Mr Taylor said the benefits outweighed the bad side-effects. “Having been
raised as a Baptist, my imagination led me to believe that this was the
worst thing that could happen,” he said. “In my mind I could see the bars
and the liquor stores, tattoo parlours and topless dancing ladies, and all
of the vices I associated with gambling and organised crime. None of that
has materialised. We laughed before the casinos came and said if we could
have organised crime at least we’d have some organisation. But that didn’t
occur.

“I’m sure there are people that have become habitual gamblers, and perhaps
are addicted to it – and that would weigh on the bad side. But the fact that
we have allowed most of the population to be employable, and we have been
able to improve the basic lot of all of our citizens makes it more good than
bad.”

These arguments will be welcomed by the British government as it prepares to
nominate a site for the first British supercasino.

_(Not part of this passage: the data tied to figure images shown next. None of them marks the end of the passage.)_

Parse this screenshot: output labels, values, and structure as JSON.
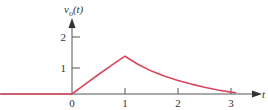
{
  "chart_data": {
    "type": "line",
    "title": "",
    "ylabel": "v_o(t)",
    "xlabel": "t",
    "x_ticks": [
      "0",
      "1",
      "2",
      "3"
    ],
    "y_ticks": [
      "1",
      "2"
    ],
    "xlim": [
      -1.35,
      3.5
    ],
    "ylim": [
      0,
      2.7
    ],
    "grid": false,
    "legend": null,
    "series": [
      {
        "name": "v_o(t)",
        "color": "#d9475f",
        "x": [
          -1.35,
          0,
          0.25,
          0.5,
          0.75,
          1,
          1.25,
          1.5,
          1.75,
          2,
          2.25,
          2.5,
          2.75,
          3,
          3.1
        ],
        "y": [
          0,
          0,
          0.32,
          0.63,
          0.93,
          1.22,
          0.95,
          0.74,
          0.57,
          0.44,
          0.32,
          0.22,
          0.13,
          0.06,
          0.04
        ]
      }
    ]
  },
  "labels": {
    "y_axis_label_main": "v",
    "y_axis_label_sub": "o",
    "y_axis_label_arg": "(t)",
    "x_axis_label": "t",
    "tick_x0": "0",
    "tick_x1": "1",
    "tick_x2": "2",
    "tick_x3": "3",
    "tick_y1": "1",
    "tick_y2": "2"
  },
  "colors": {
    "curve": "#d9475f",
    "axis": "#555555",
    "text": "#333333"
  }
}
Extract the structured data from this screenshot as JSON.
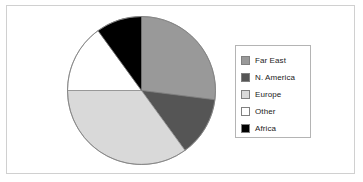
{
  "chart_data": {
    "type": "pie",
    "title": "",
    "categories": [
      "Far East",
      "N. America",
      "Europe",
      "Other",
      "Africa"
    ],
    "values": [
      27,
      13,
      35,
      15,
      10
    ],
    "units": "percent",
    "start_angle_deg": 0,
    "direction": "clockwise",
    "slice_angles_deg": [
      97.2,
      46.8,
      126.0,
      54.0,
      36.0
    ],
    "colors": [
      "#999999",
      "#555555",
      "#d9d9d9",
      "#ffffff",
      "#000000"
    ],
    "legend_position": "right",
    "grid": false,
    "xlabel": "",
    "ylabel": "",
    "slices": [
      {
        "label": "Far East",
        "value": 27,
        "color": "#999999",
        "start_deg": 0.0,
        "end_deg": 97.2
      },
      {
        "label": "N. America",
        "value": 13,
        "color": "#555555",
        "start_deg": 97.2,
        "end_deg": 144.0
      },
      {
        "label": "Europe",
        "value": 35,
        "color": "#d9d9d9",
        "start_deg": 144.0,
        "end_deg": 270.0
      },
      {
        "label": "Other",
        "value": 15,
        "color": "#ffffff",
        "start_deg": 270.0,
        "end_deg": 324.0
      },
      {
        "label": "Africa",
        "value": 10,
        "color": "#000000",
        "start_deg": 324.0,
        "end_deg": 360.0
      }
    ]
  },
  "legend": {
    "items": [
      {
        "label": "Far East",
        "swatch_color": "#999999"
      },
      {
        "label": "N. America",
        "swatch_color": "#555555"
      },
      {
        "label": "Europe",
        "swatch_color": "#d9d9d9"
      },
      {
        "label": "Other",
        "swatch_color": "#ffffff"
      },
      {
        "label": "Africa",
        "swatch_color": "#000000"
      }
    ]
  },
  "style": {
    "frame_border_color": "#d0d0d0",
    "legend_border_color": "#b4b4b4",
    "pie_outline_color": "#808080",
    "background": "#ffffff"
  }
}
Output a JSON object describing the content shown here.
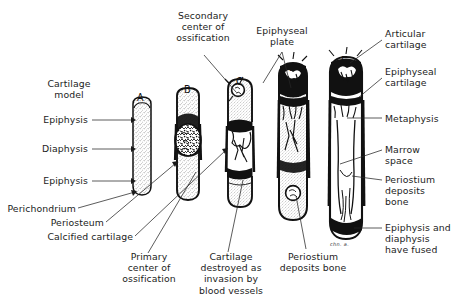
{
  "figure": {
    "background_color": "#ffffff",
    "ink_color": "#1a1a1a"
  },
  "stage_letters": [
    {
      "id": "A",
      "label": "A",
      "x": 137,
      "y": 92
    },
    {
      "id": "B",
      "label": "B",
      "x": 184,
      "y": 84
    },
    {
      "id": "C",
      "label": "C",
      "x": 236,
      "y": 76
    },
    {
      "id": "D",
      "label": "D",
      "x": 289,
      "y": 62
    },
    {
      "id": "E",
      "label": "E",
      "x": 341,
      "y": 55
    }
  ],
  "labels": {
    "cartilage_model": "Cartilage\nmodel",
    "epiphysis_top": "Epiphysis",
    "diaphysis": "Diaphysis",
    "epiphysis_bottom": "Epiphysis",
    "perichondrium": "Perichondrium",
    "periosteum": "Periosteum",
    "calcified_cartilage": "Calcified cartilage",
    "secondary_center": "Secondary\ncenter of\nossification",
    "epiphyseal_plate": "Epiphyseal\nplate",
    "articular_cartilage": "Articular\ncartilage",
    "epiphyseal_cartilage": "Epiphyseal\ncartilage",
    "metaphysis": "Metaphysis",
    "marrow_space": "Marrow\nspace",
    "periostium_deposits_bone_right": "Periostium\ndeposits\nbone",
    "epiphysis_diaphysis_fused": "Epiphysis and\ndiaphysis\nhave fused",
    "primary_center": "Primary\ncenter of\nossification",
    "cartilage_destroyed": "Cartilage\ndestroyed as\ninvasion by\nblood vessels",
    "periostium_deposits_bone_bottom": "Periostium\ndeposits bone"
  },
  "artist_signature": "chn. a."
}
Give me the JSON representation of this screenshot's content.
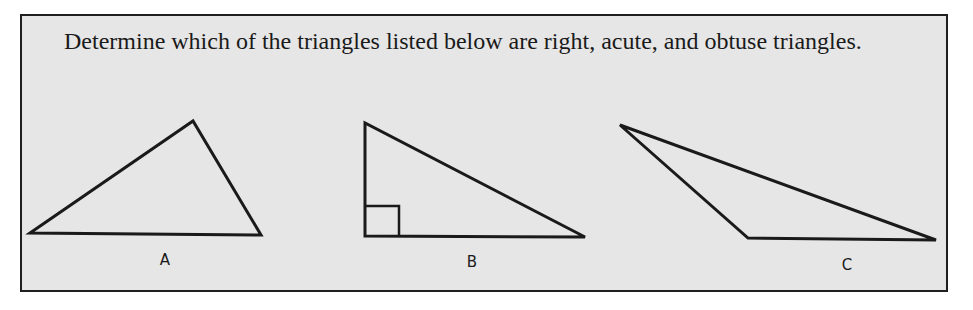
{
  "problem": {
    "prompt": "Determine which of the triangles listed below are right, acute, and obtuse triangles."
  },
  "colors": {
    "panel_background": "#e6e6e6",
    "stroke": "#1a1a1a"
  },
  "triangles": [
    {
      "label": "A",
      "points": "30,233 193,121 261,235",
      "label_pos": [
        165,
        260
      ]
    },
    {
      "label": "B",
      "points": "365,123 365,236 585,237",
      "label_pos": [
        472,
        262
      ],
      "right_angle_marker": "365,206 399,206 399,236"
    },
    {
      "label": "C",
      "points": "620,125 748,238 936,240",
      "label_pos": [
        847,
        265
      ]
    }
  ]
}
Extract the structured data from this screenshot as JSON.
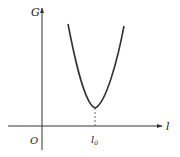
{
  "diagram": {
    "type": "function-graph",
    "y_axis": {
      "label": "G"
    },
    "x_axis": {
      "label": "l"
    },
    "origin_label": "O",
    "minimum_marker": {
      "label": "l",
      "subscript": "0"
    },
    "colors": {
      "axis": "#333333",
      "curve": "#333333",
      "dashed": "#555555"
    }
  }
}
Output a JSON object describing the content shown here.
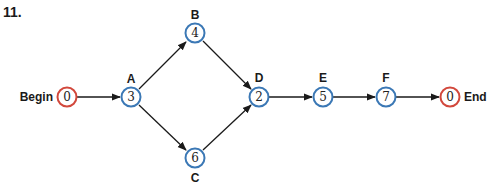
{
  "problem_number": "11.",
  "colors": {
    "task_node_stroke": "#3b78b5",
    "terminal_node_stroke": "#d2483c",
    "edge": "#1a1a1a"
  },
  "nodes": [
    {
      "id": "begin",
      "label": "Begin",
      "value": "0",
      "type": "terminal",
      "label_pos": "left"
    },
    {
      "id": "A",
      "label": "A",
      "value": "3",
      "type": "task",
      "label_pos": "top"
    },
    {
      "id": "B",
      "label": "B",
      "value": "4",
      "type": "task",
      "label_pos": "top"
    },
    {
      "id": "C",
      "label": "C",
      "value": "6",
      "type": "task",
      "label_pos": "bottom"
    },
    {
      "id": "D",
      "label": "D",
      "value": "2",
      "type": "task",
      "label_pos": "top"
    },
    {
      "id": "E",
      "label": "E",
      "value": "5",
      "type": "task",
      "label_pos": "top"
    },
    {
      "id": "F",
      "label": "F",
      "value": "7",
      "type": "task",
      "label_pos": "top"
    },
    {
      "id": "end",
      "label": "End",
      "value": "0",
      "type": "terminal",
      "label_pos": "right"
    }
  ],
  "edges": [
    [
      "begin",
      "A"
    ],
    [
      "A",
      "B"
    ],
    [
      "A",
      "C"
    ],
    [
      "B",
      "D"
    ],
    [
      "C",
      "D"
    ],
    [
      "D",
      "E"
    ],
    [
      "E",
      "F"
    ],
    [
      "F",
      "end"
    ]
  ]
}
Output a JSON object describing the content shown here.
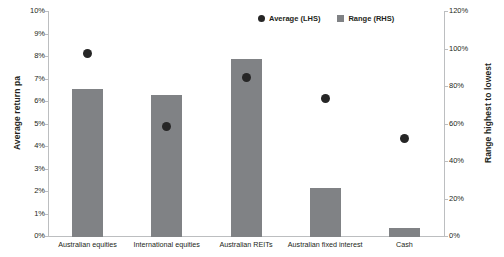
{
  "chart_data": {
    "type": "bar",
    "title": "",
    "categories": [
      "Australian equities",
      "International equities",
      "Australian REITs",
      "Australian fixed interest",
      "Cash"
    ],
    "series": [
      {
        "name": "Average (LHS)",
        "type": "scatter",
        "axis": "left",
        "values": [
          8.1,
          4.85,
          7.05,
          6.1,
          4.35
        ]
      },
      {
        "name": "Range (RHS)",
        "type": "bar",
        "axis": "right",
        "values": [
          79,
          76,
          95,
          26,
          5
        ]
      }
    ],
    "xlabel": "",
    "ylabel": "Average return pa",
    "y2label": "Range highest to lowest",
    "ylim": [
      0,
      10
    ],
    "y2lim": [
      0,
      120
    ],
    "ytick_labels": [
      "0%",
      "1%",
      "2%",
      "3%",
      "4%",
      "5%",
      "6%",
      "7%",
      "8%",
      "9%",
      "10%"
    ],
    "y2tick_labels": [
      "0%",
      "20%",
      "40%",
      "60%",
      "80%",
      "100%",
      "120%"
    ],
    "grid": false,
    "legend_position": "top-right",
    "colors": {
      "bar": "#808285",
      "dot": "#262626",
      "axis": "#bcbec0",
      "text": "#231f20"
    }
  },
  "legend": {
    "items": [
      {
        "label": "Average (LHS)",
        "marker": "circle-marker"
      },
      {
        "label": "Range (RHS)",
        "marker": "square-marker"
      }
    ]
  }
}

But Mr Franklin added a
note of caution. One supercasino isn’t enough, he says. Success requires
competition.

“If we had said one casino, or even two or three, could locate here, you
would not have seen the infrastructure improvements, the four-laning of the
roads, the new buildings, the factory-outlet shopping, the golf courses, the
entertainment facilities. You would not have seen an area that has grown
from cotton fields to what it is today.”

What would Robert Johnson make of it? In life, he was a gambler. In death,
he has three graves, none of which is guaranteed to house his bones. The
odds are, he isn’t spinning in any of them.